Title VII,” the ruling continues.
While the Civil Rights Act clearly did not intend to protect homosexuals, transgenders, and transvestites, Gorsuch notes that the letter of the law does not exclude such claims, saying, “The employers contend that few in 1964 would have expected Title VII to apply to discrimination against homosexual and transgender persons. But legislative history has no bearing here, where no ambiguity exists about how Title VII’s terms apply to the
facts.”
facts.”
After noting that there is little argument over the meaning of the words “sex” and “discrimination” and that the employers admit to firing the employees due to their sexual orientation, Gorsuch states, “This Court has explained many times over many years that, when the meaning of the statute’s terms is plain, our job is at an end. The people are entitled to rely on the law as written, without fearing that courts might disregard its plain terms based on some extratextual consideration.”
In Gorsuch’s view, his decision was not judicial activism but a result of following the established facts and the written law to its conclusion. While Gorsuch may or may not have sympathy for the gay community, the facts of the case were determined by the words that Congress enacted into law in 1964.
Justices Alito and Thomas joined in a dissent penned by Alito, which notes that a bill that would have defined “sex discrimination to include both ‘sexual orientation’ and ‘gender identity'” has been brought before Congress but not enacted into law.
“The Court tries to convince readers that it is merely enforcing the terms of the statute, but that is preposterous,” Alito charges. “Even as understood today, the concept of discrimination because of ‘sex’ is different from discrimination because of ‘sexual orientation’ or ‘gender identity.’ And in any event, our duty is to interpret statutory terms to ‘mean what they conveyed to reasonable people at the time they were written.'”
Alito continues vividly, saying, “The Court attempts to pass off its decision as the inevitable product of the textualist school of statutory interpretation championed by our late colleague Justice Scalia, but no one should be fooled.

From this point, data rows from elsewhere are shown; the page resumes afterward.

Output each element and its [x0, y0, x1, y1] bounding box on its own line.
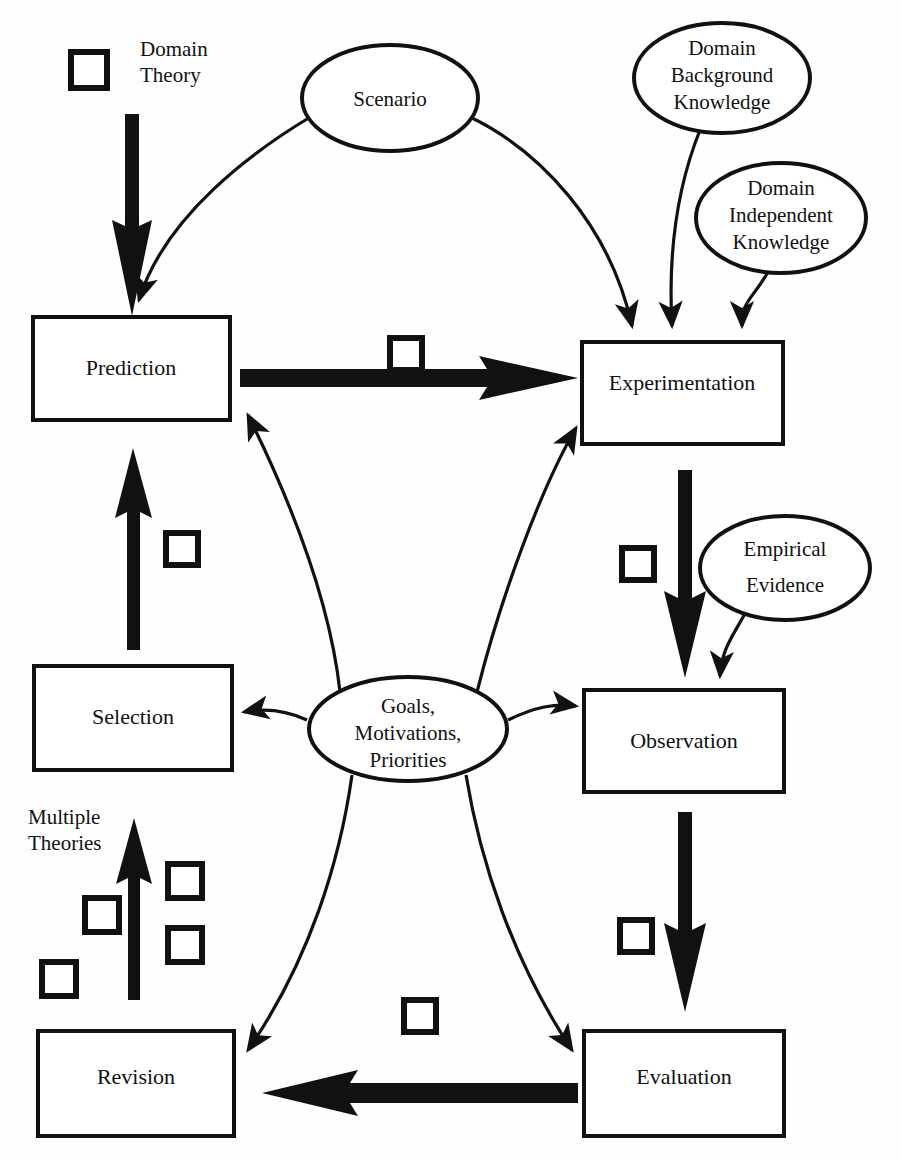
node-domain-background-knowledge[interactable]: Domain Background Knowledge: [634, 23, 810, 133]
link-scenario-to-experimentation: [468, 116, 632, 326]
dbk-label-line-0: Domain: [688, 36, 756, 60]
dbk-label-line-1: Background: [671, 63, 774, 87]
revision-label: Revision: [97, 1064, 175, 1089]
link-goals-to-selection: [244, 710, 307, 720]
node-revision[interactable]: Revision: [38, 1031, 234, 1136]
link-dik-to-experimentation: [742, 272, 768, 326]
evidence-label-line-0: Empirical: [744, 537, 827, 561]
node-selection[interactable]: Selection: [34, 666, 232, 770]
observation-label: Observation: [630, 728, 738, 753]
evidence-label-line-1: Evidence: [746, 573, 824, 597]
domain-theory-marker-icon: [71, 52, 107, 88]
link-goals-to-experimentation: [477, 428, 576, 692]
link-goals-to-revision: [248, 775, 352, 1050]
arrow-observation-to-evaluation: [664, 812, 706, 1012]
arrow-domain-theory-to-prediction: [112, 114, 152, 316]
node-domain-independent-knowledge[interactable]: Domain Independent Knowledge: [696, 163, 866, 273]
label-multiple-theories: Multiple Theories: [28, 805, 101, 855]
selection-label: Selection: [92, 704, 174, 729]
theory-marker-c-icon: [168, 928, 202, 962]
empirical-evidence-ellipse[interactable]: [700, 516, 870, 620]
link-goals-to-prediction: [248, 415, 340, 692]
domain-theory-line-0: Domain: [140, 37, 208, 61]
link-goals-to-evaluation: [466, 775, 572, 1050]
evaluation-to-revision-marker-icon: [404, 1000, 436, 1032]
node-observation[interactable]: Observation: [584, 690, 784, 792]
goals-label-line-0: Goals,: [381, 694, 435, 718]
arrow-evaluation-to-revision: [262, 1070, 578, 1116]
link-goals-to-observation: [508, 705, 576, 720]
experimentation-to-obs-marker-icon: [622, 548, 654, 580]
prediction-label: Prediction: [86, 355, 176, 380]
dik-label-line-1: Independent: [729, 203, 833, 227]
experimentation-label: Experimentation: [609, 370, 756, 395]
dbk-label-line-2: Knowledge: [674, 90, 771, 114]
goals-label-line-1: Motivations,: [355, 721, 462, 745]
node-prediction[interactable]: Prediction: [33, 317, 230, 420]
theory-marker-b-icon: [85, 898, 119, 932]
link-evidence-to-observation: [720, 612, 746, 676]
selection-to-pred-marker-icon: [166, 533, 198, 565]
node-scenario[interactable]: Scenario: [302, 45, 478, 151]
theory-marker-a-icon: [168, 864, 202, 898]
diagram-canvas: Scenario Domain Background Knowledge Dom…: [0, 0, 901, 1160]
thick-arrows-layer: [112, 114, 706, 1116]
scenario-label-line-0: Scenario: [353, 87, 426, 111]
node-experimentation[interactable]: Experimentation: [582, 342, 783, 444]
evaluation-label: Evaluation: [636, 1064, 731, 1089]
node-goals-motivations-priorities[interactable]: Goals, Motivations, Priorities: [309, 677, 507, 781]
dik-label-line-2: Knowledge: [733, 230, 830, 254]
domain-theory-line-1: Theory: [140, 63, 201, 87]
node-evaluation[interactable]: Evaluation: [584, 1031, 784, 1136]
observation-to-eval-marker-icon: [620, 920, 652, 952]
label-domain-theory: Domain Theory: [140, 37, 208, 87]
dik-label-line-0: Domain: [747, 176, 815, 200]
node-empirical-evidence[interactable]: Empirical Evidence: [700, 516, 870, 620]
process-diagram: Scenario Domain Background Knowledge Dom…: [0, 0, 901, 1160]
theory-marker-d-icon: [42, 962, 76, 996]
multiple-theories-line-0: Multiple: [28, 805, 100, 829]
link-scenario-to-prediction: [139, 116, 312, 300]
multiple-theories-line-1: Theories: [28, 831, 101, 855]
goals-label-line-2: Priorities: [370, 748, 447, 772]
arrow-selection-to-prediction: [115, 448, 152, 650]
thin-links-layer: [139, 116, 768, 1050]
prediction-to-exp-marker-icon: [390, 338, 422, 370]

The Court’s opinion is like a pirate ship. It sails under a textualist flag, but what it actually represents is a theory of statutory interpretation that Justice Scalia excoriated––the theory that courts should ‘update’ old statutes so that they better reflect the current values of society.”

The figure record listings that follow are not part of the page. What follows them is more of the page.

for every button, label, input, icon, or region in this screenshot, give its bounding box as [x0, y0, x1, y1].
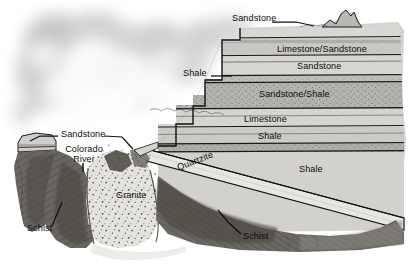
cross-section-drawing — [0, 0, 414, 268]
canyon-floor — [90, 244, 186, 260]
geologic-cross-section-figure: Sandstone Limestone/Sandstone Sandstone … — [0, 0, 414, 268]
granite-core — [82, 148, 160, 248]
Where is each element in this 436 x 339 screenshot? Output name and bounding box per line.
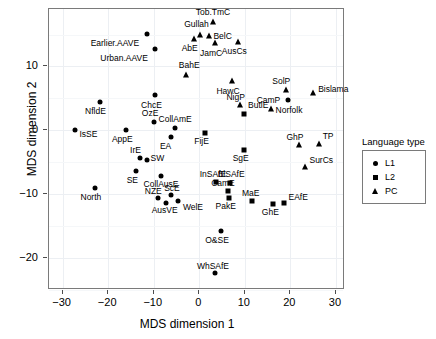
data-point-marker-l1	[98, 100, 103, 105]
data-point-marker-l1	[123, 127, 128, 132]
plot-panel: Earlier.AAVEUrban.AAVEGullahAbETob.TmCBe…	[48, 8, 344, 289]
data-point-label: OzE	[142, 109, 159, 118]
data-point-label: FijE	[194, 137, 209, 146]
data-point-label: ScE	[164, 184, 180, 193]
data-point-marker-pc	[302, 163, 308, 169]
data-point-marker-pc	[183, 71, 189, 77]
data-point-label: CamE	[211, 179, 235, 188]
legend-title: Language type	[362, 136, 432, 147]
x-axis-tick-label: −30	[42, 296, 82, 308]
legend-item-label: L2	[385, 172, 395, 182]
triangle-icon	[367, 188, 383, 194]
data-point-marker-pc	[235, 38, 241, 44]
data-point-marker-pc	[197, 31, 203, 37]
x-axis-tick	[107, 290, 108, 294]
data-point-label: Tob.TmC	[196, 8, 230, 17]
x-axis-tick	[335, 290, 336, 294]
data-point-marker-l1	[218, 229, 223, 234]
y-axis-tick	[43, 257, 47, 258]
gridline-horizontal-minor	[49, 290, 343, 291]
legend-item-label: L1	[385, 158, 395, 168]
data-point-marker-l2	[225, 189, 230, 194]
data-point-label: WhSAfE	[197, 262, 229, 271]
x-axis-tick-label: 30	[315, 296, 355, 308]
data-point-label: CollAmE	[159, 115, 192, 124]
data-point-label: Earlier.AAVE	[91, 39, 140, 48]
data-point-marker-pc	[212, 40, 218, 46]
x-axis-tick	[198, 290, 199, 294]
data-point-marker-l2	[250, 199, 255, 204]
data-point-label: AusVE	[152, 206, 178, 215]
data-point-label: PakE	[216, 202, 236, 211]
x-axis-tick	[244, 290, 245, 294]
data-point-marker-l1	[176, 198, 181, 203]
data-point-label: WelE	[183, 203, 203, 212]
x-axis-title: MDS dimension 1	[38, 317, 336, 331]
data-point-label: North	[80, 193, 101, 202]
mds-scatter-plot: MDS dimension 2 MDS dimension 1 Earlier.…	[0, 0, 436, 339]
data-point-marker-pc	[283, 86, 289, 92]
data-point-label: ButlE	[248, 101, 268, 110]
data-point-marker-l1	[286, 98, 291, 103]
data-point-marker-l1	[153, 93, 158, 98]
data-point-marker-pc	[316, 141, 322, 147]
data-point-label: MaE	[242, 189, 259, 198]
legend-item-pc[interactable]: PC	[367, 184, 421, 198]
legend-item-l2[interactable]: L2	[367, 170, 421, 184]
gridline-horizontal-minor	[49, 162, 343, 163]
data-point-label: GhP	[286, 133, 303, 142]
data-point-label: AbE	[182, 44, 198, 53]
x-axis-tick-label: 10	[224, 296, 264, 308]
data-point-marker-l1	[92, 186, 97, 191]
data-point-label: TP	[323, 132, 334, 141]
y-axis-tick-label: 0	[0, 123, 38, 135]
x-axis-tick	[153, 290, 154, 294]
gridline-vertical	[108, 9, 109, 288]
gridline-vertical	[336, 9, 337, 288]
data-point-label: IsSE	[80, 130, 98, 139]
data-point-label: SW	[151, 154, 165, 163]
data-point-label: SE	[127, 176, 138, 185]
data-point-label: NfldE	[85, 107, 106, 116]
y-axis-tick-label: 10	[0, 59, 38, 71]
data-point-marker-l2	[281, 200, 286, 205]
data-point-label: Urban.AAVE	[100, 54, 148, 63]
data-point-marker-l1	[173, 125, 178, 130]
data-point-marker-l1	[144, 31, 149, 36]
y-axis-tick	[43, 65, 47, 66]
data-point-label: O&SE	[205, 236, 229, 245]
data-point-marker-l2	[242, 147, 247, 152]
y-axis-tick	[43, 193, 47, 194]
data-point-label: SgE	[233, 154, 249, 163]
data-point-marker-pc	[229, 78, 235, 84]
data-point-label: SolP	[272, 77, 290, 86]
y-axis-tick-label: −20	[0, 251, 38, 263]
x-axis-tick-label: 20	[269, 296, 309, 308]
data-point-label: Norfolk	[276, 106, 303, 115]
legend-box: L1L2PC	[362, 150, 426, 204]
data-point-marker-l1	[138, 155, 143, 160]
data-point-label: AusCs	[222, 47, 247, 56]
square-icon	[367, 175, 383, 180]
data-point-marker-l1	[144, 158, 149, 163]
data-point-label: SurCs	[309, 156, 333, 165]
x-axis-tick-label: −20	[87, 296, 127, 308]
data-point-marker-pc	[206, 32, 212, 38]
legend-item-label: PC	[385, 186, 398, 196]
data-point-label: IrE	[130, 146, 141, 155]
data-point-marker-pc	[310, 90, 316, 96]
gridline-horizontal-minor	[49, 226, 343, 227]
data-point-marker-pc	[268, 106, 274, 112]
gridline-vertical	[290, 9, 291, 288]
data-point-marker-l1	[168, 135, 173, 140]
data-point-marker-l2	[241, 111, 246, 116]
data-point-marker-l1	[151, 120, 156, 125]
gridline-horizontal-minor	[49, 98, 343, 99]
legend-item-l1[interactable]: L1	[367, 156, 421, 170]
gridline-vertical	[63, 9, 64, 288]
legend: Language type L1L2PC	[362, 136, 432, 204]
data-point-marker-pc	[191, 35, 197, 41]
data-point-label: EA	[160, 142, 171, 151]
data-point-marker-l1	[152, 46, 157, 51]
data-point-label: Bislama	[318, 85, 348, 94]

Justice Kavanaugh also penned a separate dissent in which he argues that discrimination because of sexual orientation and discrimination because of sex are not the same thing.
“Courts must follow ordinary meaning, not literal meaning,” Kavanaugh writes. “And courts must adhere to the ordinary meaning of phrases, not just the meaning of the words in a phrase.”
“Both the rule of law and democratic accountability badly suffer when a court adopts a hidden or obscure interpretation of the law, and not its ordinary meaning,” he continues.
In the end, the ruling is not surprising given the Supreme Court’s embrace of same-sex marriage and other gay-friendly rulings in past decades. While the ruling will disappoint social conservatives, most of the country will not be unhappy with the decision. American culture has shifted in recent decades to the point where a large majority approve of homosexuality.
The ruling does hold two important lessons. The first is that Congress should craft legislation extremely carefully and as specifically as possible. The problem is that legislators have no way of knowing how language and culture will shift 50 or 100 years after they pass a law.
Justice Alito makes this point when he writes, “The question in these cases is not whether discrimination because of sexual orientation or gender identity should be outlawed. The question is whether Congress did that in 1964. It indisputably did not.”
The second lesson is an established one that Supreme Court justices cannot be depended upon to always vote as their partisan backers wish. This is especially true in the case of textualists who look to the words of the law as written rather than the party platform of the president who appointed them.
To paraphrase Forrest Gump, a Supreme Court justice is “like a box of chocolates. You never know what you’re going to get.”